A token-saving Claude Code workflow
A steadier long-task setup looks like this:
- Choose the model before the task starts and avoid frequent switching.
- Enable the MCP servers you need and disable the ones you do not.
- Keep
CLAUDE.mdshort, stable, and focused on durable rules. - Prepare the Skills needed for this task in advance.
- For complex tasks, consider one-hour TTL.
- Split the task into phases, but keep context structure stable within each phase.
- Use subagents or separate sessions for side exploration instead of disturbing the main conversation.
The goal is not to prevent every cache miss. It is to avoid the high-cost misses that are easy to overlook.
A simple rule of thumb
Ask one question:
Does this operation change the model, tool definitions, system context, or fixed messages near the start of the session?
If yes, it probably affects Prompt Cache. The farther left it is in the context chain, the greater the impact.
Common operations:
- Switch model: high risk, model caches are isolated.

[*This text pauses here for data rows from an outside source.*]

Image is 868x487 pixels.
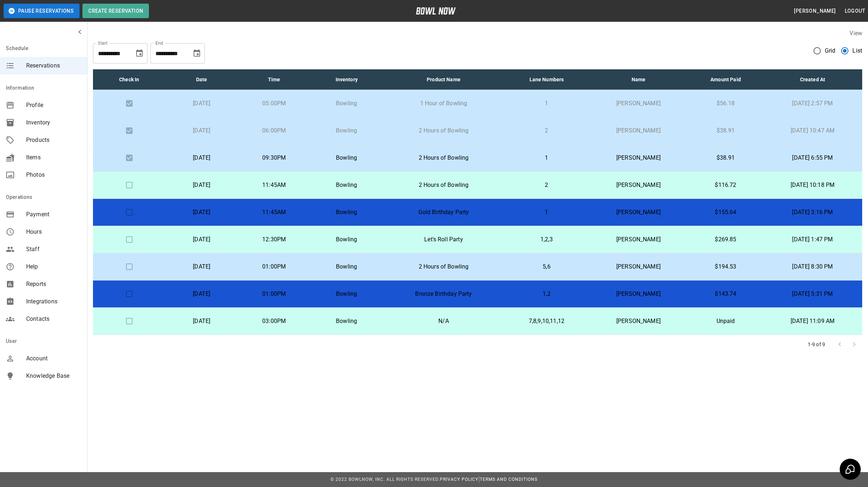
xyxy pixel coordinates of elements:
[388,290,499,298] p: Bronze Birthday Party
[510,208,582,217] p: 1
[244,235,304,244] p: 12:30PM
[510,290,582,298] p: 1,2
[316,316,376,326] p: Bowling
[510,316,582,326] p: 7,8,9,10,11,12
[244,208,304,217] p: 11:45AM
[330,476,440,482] span: © 2022 BowlNow, Inc. All Rights Reserved.
[594,262,682,271] p: [PERSON_NAME]
[4,4,79,18] button: Pause Reservations
[510,154,582,162] p: 1
[316,235,376,244] p: Bowling
[510,262,582,271] p: 5,6
[26,354,81,362] span: Account
[171,290,232,298] p: [DATE]
[769,126,856,135] p: [DATE] 10:47 AM
[769,154,856,162] p: [DATE] 6:55 PM
[93,69,165,90] th: Check In
[171,316,232,326] p: [DATE]
[388,126,499,135] p: 2 Hours of Bowling
[769,181,856,189] p: [DATE] 10:18 PM
[171,126,232,135] p: [DATE]
[26,280,81,288] span: Reports
[505,69,589,90] th: Lane Numbers
[688,69,763,90] th: Amount Paid
[769,290,856,298] p: [DATE] 5:31 PM
[480,476,537,482] a: Terms and Conditions
[694,208,757,217] p: $155.64
[594,99,682,108] p: [PERSON_NAME]
[416,7,456,14] img: logo
[808,340,825,348] p: 1-9 of 9
[594,290,682,298] p: [PERSON_NAME]
[589,69,688,90] th: Name
[316,208,376,217] p: Bowling
[694,154,757,162] p: $38.91
[244,262,304,271] p: 01:00PM
[694,235,757,244] p: $269.85
[510,99,582,108] p: 1
[244,316,304,326] p: 03:00PM
[26,372,81,380] span: Knowledge Base
[510,126,582,135] p: 2
[171,99,232,108] p: [DATE]
[594,126,682,135] p: [PERSON_NAME]
[852,47,862,55] span: List
[388,154,499,162] p: 2 Hours of Bowling
[440,476,478,482] a: Privacy Policy
[316,126,376,135] p: Bowling
[171,262,232,271] p: [DATE]
[244,181,304,189] p: 11:45AM
[510,235,582,244] p: 1,2,3
[244,126,304,135] p: 06:00PM
[310,69,383,90] th: Inventory
[769,208,856,217] p: [DATE] 3:16 PM
[26,314,81,323] span: Contacts
[171,208,232,217] p: [DATE]
[388,181,499,189] p: 2 Hours of Bowling
[316,181,376,189] p: Bowling
[316,290,376,298] p: Bowling
[594,208,682,217] p: [PERSON_NAME]
[594,316,682,326] p: [PERSON_NAME]
[316,262,376,271] p: Bowling
[388,316,499,326] p: N/A
[791,4,838,18] button: [PERSON_NAME]
[26,101,81,110] span: Profile
[171,181,232,189] p: [DATE]
[769,235,856,244] p: [DATE] 1:47 PM
[694,126,757,135] p: $38.91
[244,99,304,108] p: 05:00PM
[171,235,232,244] p: [DATE]
[244,290,304,298] p: 01:00PM
[850,30,862,37] label: View
[594,235,682,244] p: [PERSON_NAME]
[769,316,856,326] p: [DATE] 11:09 AM
[316,99,376,108] p: Bowling
[171,154,232,162] p: [DATE]
[82,4,149,18] button: Create Reservation
[769,262,856,271] p: [DATE] 8:30 PM
[388,99,499,108] p: 1 Hour of Bowling
[388,262,499,271] p: 2 Hours of Bowling
[388,208,499,217] p: Gold Birthday Party
[694,262,757,271] p: $194.53
[238,69,310,90] th: Time
[26,245,81,253] span: Staff
[694,181,757,189] p: $116.72
[383,69,505,90] th: Product Name
[26,297,81,306] span: Integrations
[594,154,682,162] p: [PERSON_NAME]
[694,316,757,326] p: Unpaid
[763,69,862,90] th: Created At
[769,99,856,108] p: [DATE] 2:57 PM
[510,181,582,189] p: 2
[842,4,868,18] button: Logout
[694,99,757,108] p: $56.18
[165,69,237,90] th: Date
[316,154,376,162] p: Bowling
[26,136,81,144] span: Products
[133,46,147,61] button: Choose date, selected date is Sep 12, 2025
[26,153,81,162] span: Items
[26,118,81,127] span: Inventory
[244,154,304,162] p: 09:30PM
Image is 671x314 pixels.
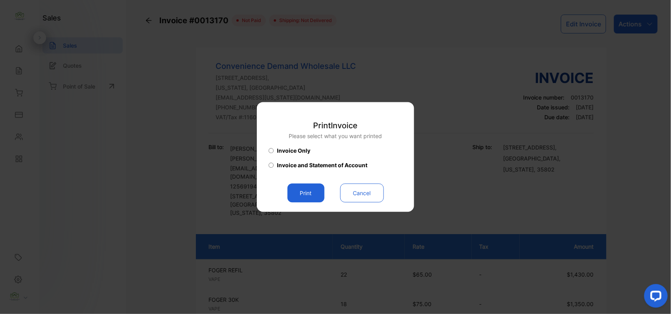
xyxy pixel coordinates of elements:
[340,184,384,203] button: Cancel
[277,161,368,170] span: Invoice and Statement of Account
[289,132,383,141] p: Please select what you want printed
[288,184,325,203] button: Print
[638,281,671,314] iframe: LiveChat chat widget
[289,120,383,132] p: Print Invoice
[277,147,311,155] span: Invoice Only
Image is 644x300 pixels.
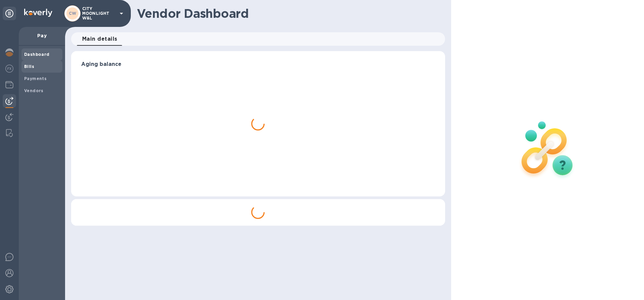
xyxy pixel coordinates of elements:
[24,88,44,93] b: Vendors
[24,52,50,56] b: Dashboard
[24,76,47,81] b: Payments
[81,61,435,67] h3: Aging balance
[137,7,440,21] h1: Vendor Dashboard
[82,7,116,21] p: CITY MOONLIGHT W&L
[24,9,52,17] img: Logo
[69,11,76,16] b: CW
[24,32,60,39] p: Pay
[5,81,13,89] img: Wallets
[82,34,117,44] span: Main details
[5,65,13,73] img: Foreign exchange
[24,64,34,69] b: Bills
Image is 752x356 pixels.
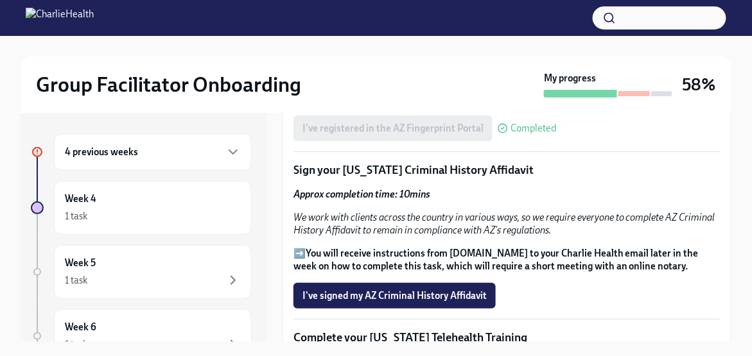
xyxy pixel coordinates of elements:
[26,8,94,28] img: CharlieHealth
[36,72,301,98] h2: Group Facilitator Onboarding
[544,72,596,85] strong: My progress
[65,338,87,351] div: 1 task
[65,274,87,287] div: 1 task
[293,212,715,236] em: We work with clients across the country in various ways, so we require everyone to complete AZ Cr...
[65,256,96,270] h6: Week 5
[65,210,87,223] div: 1 task
[302,290,487,302] span: I've signed my AZ Criminal History Affidavit
[31,245,252,299] a: Week 51 task
[293,283,496,309] button: I've signed my AZ Criminal History Affidavit
[65,192,96,206] h6: Week 4
[293,247,720,273] p: ➡️
[293,162,720,178] p: Sign your [US_STATE] Criminal History Affidavit
[31,181,252,235] a: Week 41 task
[510,124,556,134] span: Completed
[293,248,698,272] strong: You will receive instructions from [DOMAIN_NAME] to your Charlie Health email later in the week o...
[65,145,138,159] h6: 4 previous weeks
[65,320,96,334] h6: Week 6
[293,330,720,345] p: Complete your [US_STATE] Telehealth Training
[682,73,716,96] h3: 58%
[54,134,252,171] div: 4 previous weeks
[293,189,430,200] strong: Approx completion time: 10mins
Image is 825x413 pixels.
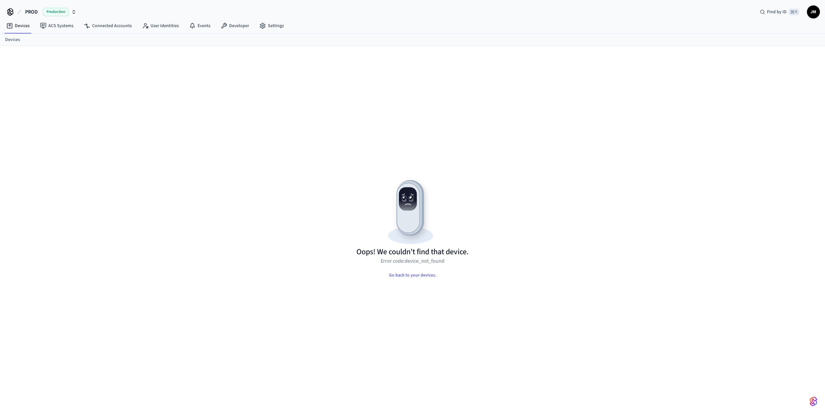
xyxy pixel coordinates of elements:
[25,8,38,16] span: PROD
[216,20,254,32] a: Developer
[5,36,20,43] a: Devices
[384,269,442,281] button: Go back to your devices.
[789,9,800,15] span: ⌘ K
[807,5,820,18] button: JM
[767,9,787,15] span: Find by ID
[357,247,469,257] h1: Oops! We couldn't find that device.
[808,6,819,18] span: JM
[184,20,216,32] a: Events
[810,396,818,406] img: SeamLogoGradient.69752ec5.svg
[755,6,805,18] div: Find by ID⌘ K
[137,20,184,32] a: User Identities
[1,20,35,32] a: Devices
[254,20,289,32] a: Settings
[79,20,137,32] a: Connected Accounts
[381,257,445,265] p: Error code: device_not_found
[43,8,69,16] span: Production
[357,174,469,247] img: Resource not found
[35,20,79,32] a: ACS Systems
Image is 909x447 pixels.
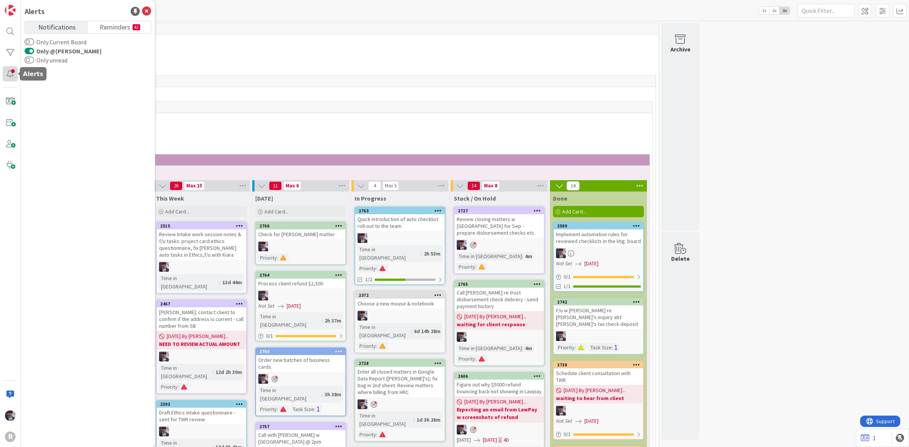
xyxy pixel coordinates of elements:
[355,207,444,214] div: 2763
[159,352,169,362] img: ML
[376,342,377,350] span: :
[157,307,246,331] div: [PERSON_NAME]: contact client to confirm if the address is current - call number from SB
[16,1,34,10] span: Support
[355,207,444,231] div: 2763Quick introduction of auto checklist roll-out to the team
[258,374,268,384] img: ML
[159,383,178,391] div: Priority
[323,317,343,325] div: 2h 37m
[553,222,644,292] a: 2589Implement automation rules for reviewed checklists in the litig. boardMLNot Set[DATE]0/11/1
[5,432,16,442] div: R
[454,332,544,342] div: ML
[359,208,444,214] div: 2763
[256,291,345,301] div: ML
[563,282,571,290] span: 1/1
[25,37,86,47] label: Only Current Board
[156,222,247,294] a: 2515Review Intake work session notes & f/u tasks: project card:ethics questionnaire, fix [PERSON_...
[454,373,544,396] div: 2606Figure out why $5000 refund bouncing back not showing in Lawpay
[159,262,169,272] img: ML
[359,293,444,298] div: 2372
[563,273,571,281] span: 0 / 1
[556,331,566,341] img: ML
[454,207,544,214] div: 2727
[523,252,534,260] div: 4m
[355,399,444,409] div: ML
[553,223,643,229] div: 2589
[157,262,246,272] div: ML
[355,233,444,243] div: ML
[557,362,643,368] div: 2738
[355,360,444,397] div: 2728Enter all closed matters in Google Data Report ([PERSON_NAME]'s); fix bug in 2nd sheet. Revie...
[220,278,244,287] div: 13d 44m
[258,386,321,403] div: Time in [GEOGRAPHIC_DATA]
[259,223,345,229] div: 2766
[157,352,246,362] div: ML
[256,355,345,372] div: Order new batches of business cards
[269,181,282,190] span: 11
[457,436,471,444] span: [DATE]
[256,223,345,239] div: 2766Check for [PERSON_NAME] matter
[457,425,466,435] img: ML
[355,292,444,309] div: 2372Choose a new mouse & notebook
[354,359,445,442] a: 2728Enter all closed matters in Google Data Report ([PERSON_NAME]'s); fix bug in 2nd sheet. Revie...
[553,299,643,329] div: 2742F/u w [PERSON_NAME] re [PERSON_NAME]'s inquiry abt [PERSON_NAME]'s tax check deposit
[368,181,381,190] span: 4
[563,430,571,438] span: 0 / 1
[25,56,67,65] label: Only unread
[157,223,246,260] div: 2515Review Intake work session notes & f/u tasks: project card:ethics questionnaire, fix [PERSON_...
[167,332,229,340] span: [DATE] By [PERSON_NAME]...
[256,423,345,447] div: 2757Call with [PERSON_NAME] w [GEOGRAPHIC_DATA] @ 2pm
[522,344,523,352] span: :
[285,184,299,188] div: Max 6
[357,245,421,262] div: Time in [GEOGRAPHIC_DATA]
[454,380,544,396] div: Figure out why $5000 refund bouncing back not showing in Lawpay
[256,430,345,447] div: Call with [PERSON_NAME] w [GEOGRAPHIC_DATA] @ 2pm
[779,7,789,14] span: 3x
[287,302,301,310] span: [DATE]
[38,21,76,32] span: Notifications
[157,301,246,331] div: 2467[PERSON_NAME]: contact client to confirm if the address is current - call number from SB
[553,368,643,385] div: Schedule client consultation with TWR
[553,298,644,355] a: 2742F/u w [PERSON_NAME] re [PERSON_NAME]'s inquiry abt [PERSON_NAME]'s tax check depositMLPriorit...
[219,278,220,287] span: :
[454,207,544,274] a: 2727Review closing matters w [GEOGRAPHIC_DATA] for Sep - prepare disbursement checks etc.MLTime i...
[186,184,202,188] div: Max 15
[553,406,643,416] div: ML
[457,355,475,363] div: Priority
[457,321,541,328] b: waiting for client response
[671,254,689,263] div: Delete
[259,424,345,429] div: 2757
[454,281,544,311] div: 2765Call [PERSON_NAME] re trust disbursement check delivery - send payment history
[157,427,246,437] div: ML
[376,430,377,439] span: :
[156,195,184,202] span: This Week
[357,323,411,340] div: Time in [GEOGRAPHIC_DATA]
[563,387,625,394] span: [DATE] By [PERSON_NAME]...
[354,195,386,202] span: In Progress
[259,349,345,354] div: 2760
[457,252,522,260] div: Time in [GEOGRAPHIC_DATA]
[255,348,346,416] a: 2760Order new batches of business cardsMLTime in [GEOGRAPHIC_DATA]:3h 38mPriority:Task Size:
[256,348,345,355] div: 2760
[385,184,396,188] div: Max 5
[421,249,422,258] span: :
[769,7,779,14] span: 2x
[454,281,544,288] div: 2765
[553,272,643,282] div: 0/1
[553,223,643,246] div: 2589Implement automation rules for reviewed checklists in the litig. board
[178,383,179,391] span: :
[454,214,544,238] div: Review closing matters w [GEOGRAPHIC_DATA] for Sep - prepare disbursement checks etc.
[255,271,346,341] a: 2764Process client refund $2,500MLNot Set[DATE]Time in [GEOGRAPHIC_DATA]:2h 37m0/1
[357,430,376,439] div: Priority
[258,302,274,309] i: Not Set
[553,430,643,439] div: 0/1
[291,405,314,413] div: Task Size
[160,402,246,407] div: 2593
[25,47,34,55] button: Only @[PERSON_NAME]
[357,342,376,350] div: Priority
[413,416,415,424] span: :
[212,368,214,376] span: :
[458,282,544,287] div: 2765
[255,195,273,202] span: Today
[556,248,566,258] img: ML
[359,361,444,366] div: 2728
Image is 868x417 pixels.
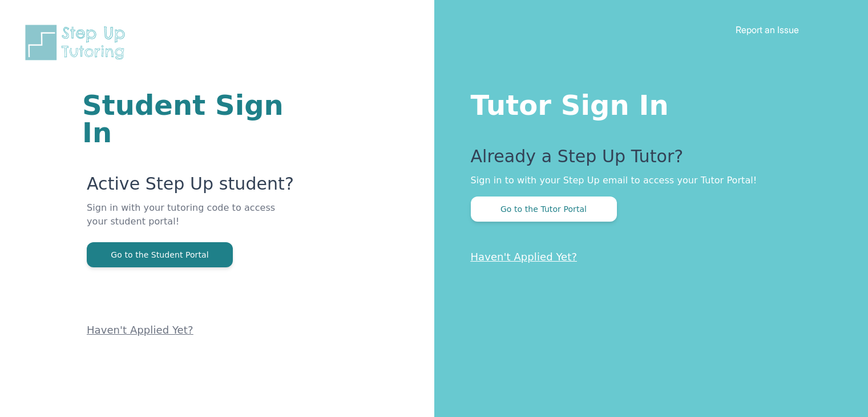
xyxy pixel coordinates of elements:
a: Report an Issue [736,24,799,36]
a: Go to the Tutor Portal [471,203,617,214]
p: Sign in with your tutoring code to access your student portal! [87,201,297,242]
a: Go to the Student Portal [87,249,233,260]
img: Step Up Tutoring horizontal logo [22,22,132,62]
p: Already a Step Up Tutor? [471,146,823,173]
button: Go to the Student Portal [87,242,233,267]
button: Go to the Tutor Portal [471,196,617,221]
a: Haven't Applied Yet? [87,324,193,335]
a: Haven't Applied Yet? [471,251,578,262]
h1: Student Sign In [82,92,297,146]
h1: Tutor Sign In [471,87,823,119]
p: Sign in to with your Step Up email to access your Tutor Portal! [471,173,823,187]
p: Active Step Up student? [87,173,297,201]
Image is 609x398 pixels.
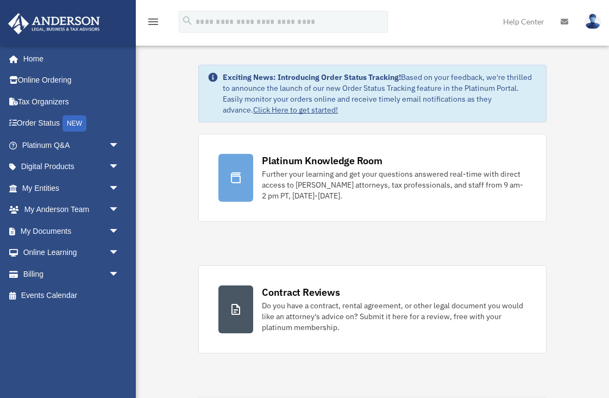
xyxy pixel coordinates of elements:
a: Tax Organizers [8,91,136,113]
a: Online Ordering [8,70,136,91]
a: Digital Productsarrow_drop_down [8,156,136,178]
a: Click Here to get started! [253,105,338,115]
span: arrow_drop_down [109,134,130,157]
div: Based on your feedback, we're thrilled to announce the launch of our new Order Status Tracking fe... [223,72,538,115]
a: Online Learningarrow_drop_down [8,242,136,264]
span: arrow_drop_down [109,156,130,178]
div: Further your learning and get your questions answered real-time with direct access to [PERSON_NAM... [262,168,527,201]
a: menu [147,19,160,28]
div: Platinum Knowledge Room [262,154,383,167]
a: Events Calendar [8,285,136,307]
img: User Pic [585,14,601,29]
a: My Documentsarrow_drop_down [8,220,136,242]
a: My Anderson Teamarrow_drop_down [8,199,136,221]
a: Contract Reviews Do you have a contract, rental agreement, or other legal document you would like... [198,265,547,353]
a: Order StatusNEW [8,113,136,135]
i: search [182,15,193,27]
span: arrow_drop_down [109,177,130,199]
img: Anderson Advisors Platinum Portal [5,13,103,34]
span: arrow_drop_down [109,220,130,242]
a: My Entitiesarrow_drop_down [8,177,136,199]
div: Contract Reviews [262,285,340,299]
div: NEW [63,115,86,132]
a: Platinum Knowledge Room Further your learning and get your questions answered real-time with dire... [198,134,547,222]
a: Home [8,48,130,70]
span: arrow_drop_down [109,242,130,264]
i: menu [147,15,160,28]
a: Billingarrow_drop_down [8,263,136,285]
span: arrow_drop_down [109,199,130,221]
a: Platinum Q&Aarrow_drop_down [8,134,136,156]
strong: Exciting News: Introducing Order Status Tracking! [223,72,401,82]
div: Do you have a contract, rental agreement, or other legal document you would like an attorney's ad... [262,300,527,333]
span: arrow_drop_down [109,263,130,285]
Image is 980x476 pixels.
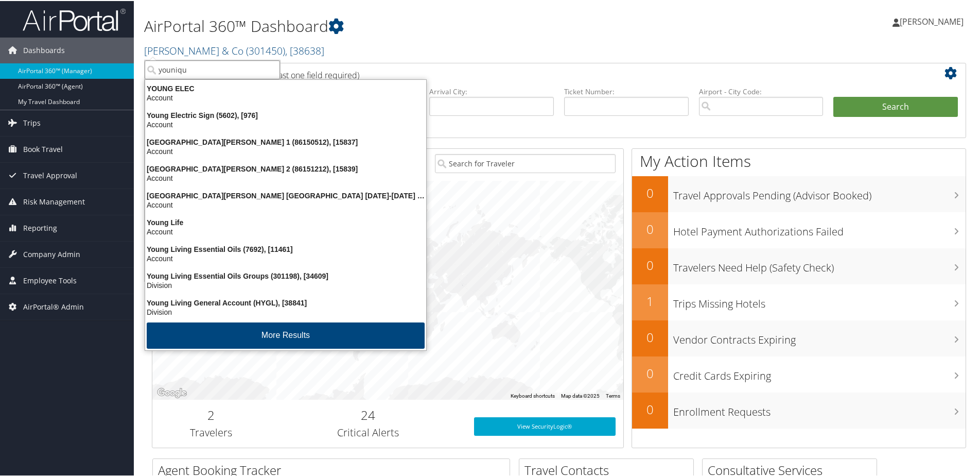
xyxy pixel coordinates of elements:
img: Google [155,385,189,398]
a: [PERSON_NAME] [893,5,974,36]
a: 1Trips Missing Hotels [633,283,966,320]
h3: Vendor Contracts Expiring [674,327,966,346]
div: Young Living Essential Oils (7692), [11461] [139,243,433,253]
a: Open this area in Google Maps (opens a new window) [155,385,189,398]
span: Reporting [23,215,57,240]
h3: Travelers Need Help (Safety Check) [674,255,966,274]
span: Employee Tools [23,267,77,293]
h2: 0 [633,219,668,237]
h2: 0 [633,399,668,418]
div: Account [139,199,433,209]
div: [GEOGRAPHIC_DATA][PERSON_NAME] [GEOGRAPHIC_DATA] [DATE]-[DATE] (86150516), [33937] [139,191,433,199]
h3: Critical Alerts [278,424,458,439]
h2: 0 [633,256,668,273]
input: Search Accounts [145,59,280,79]
img: airportal-logo.png [23,7,125,31]
span: Map data ©2025 [561,392,600,397]
span: Risk Management [23,188,85,214]
span: [PERSON_NAME] [900,15,964,26]
div: Young Living General Account (HYGL), [38841] [139,297,433,306]
h1: AirPortal 360™ Dashboard [145,14,698,36]
h2: 24 [278,405,458,423]
a: Terms (opens in new tab) [606,392,620,397]
label: Ticket Number: [565,85,689,96]
label: Airport - City Code: [700,85,824,96]
div: Account [139,146,433,155]
h3: Trips Missing Hotels [674,290,966,310]
span: (at least one field required) [261,69,359,79]
input: Search for Traveler [435,153,615,172]
a: [PERSON_NAME] & Co [145,43,324,57]
span: AirPortal® Admin [23,293,84,319]
span: Trips [23,109,40,135]
div: Account [139,119,433,128]
h2: 1 [633,291,668,309]
h3: Travelers [160,424,262,439]
div: Account [139,253,433,262]
span: , [ 38638 ] [285,43,324,57]
a: 0Hotel Payment Authorizations Failed [633,212,966,247]
div: Young Electric Sign (5602), [976] [139,110,433,119]
h2: 0 [633,364,668,381]
div: Young Living Essential Oils Groups (301198), [34609] [139,270,433,280]
a: 0Travel Approvals Pending (Advisor Booked) [633,175,966,212]
h3: Credit Cards Expiring [674,363,966,382]
h3: Enrollment Requests [674,398,966,419]
a: 0Credit Cards Expiring [633,355,966,392]
a: 0Travelers Need Help (Safety Check) [633,247,966,283]
span: Book Travel [23,135,63,161]
button: More Results [146,322,425,348]
h2: 0 [633,328,668,345]
h3: Hotel Payment Authorizations Failed [674,218,966,238]
div: [GEOGRAPHIC_DATA][PERSON_NAME] 1 (86150512), [15837] [139,137,433,146]
h3: Travel Approvals Pending (Advisor Booked) [674,182,966,202]
h2: 0 [633,184,668,201]
div: YOUNG ELEC [139,83,433,92]
span: Dashboards [23,36,65,62]
div: [GEOGRAPHIC_DATA][PERSON_NAME] 2 (86151212), [15839] [139,164,433,172]
a: View SecurityLogic® [474,417,615,435]
a: 0Enrollment Requests [633,392,966,427]
h2: Airtinerary Lookup [160,64,890,81]
button: Keyboard shortcuts [511,392,555,398]
a: 0Vendor Contracts Expiring [633,320,966,355]
div: Division [139,306,433,316]
div: Account [139,172,433,182]
span: Company Admin [23,240,80,266]
span: Travel Approval [23,162,78,188]
div: Young Life [139,216,433,226]
div: Division [139,280,433,289]
div: Account [139,226,433,236]
button: Search [834,96,958,117]
span: ( 301450 ) [246,43,285,57]
label: Arrival City: [430,85,554,96]
h1: My Action Items [633,149,966,171]
div: Account [139,92,433,102]
h2: 2 [160,405,262,423]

- Add MCP or reload plugins: high risk, tool list changes.
- Edit
CLAUDE.md: medium-high risk, project memory changes. - Install Skills: medium-high risk, injected context changes.
- Continue normal conversation: low risk, mostly appends messages.
- Idle past TTL: high risk, server-side cache expires.
Summary
Prompt Cache optimization in Claude Code is about keeping the session prefix stable.
Do not switch models casually. Do not install MCP servers and Skills halfway through. Do not use CLAUDE.md as a temporary scratchpad. For complex tasks, consider a longer TTL. Once these basics are stable, token cost and response speed become much more predictable.
The most practical sentence is: configure before you start, change less after you start.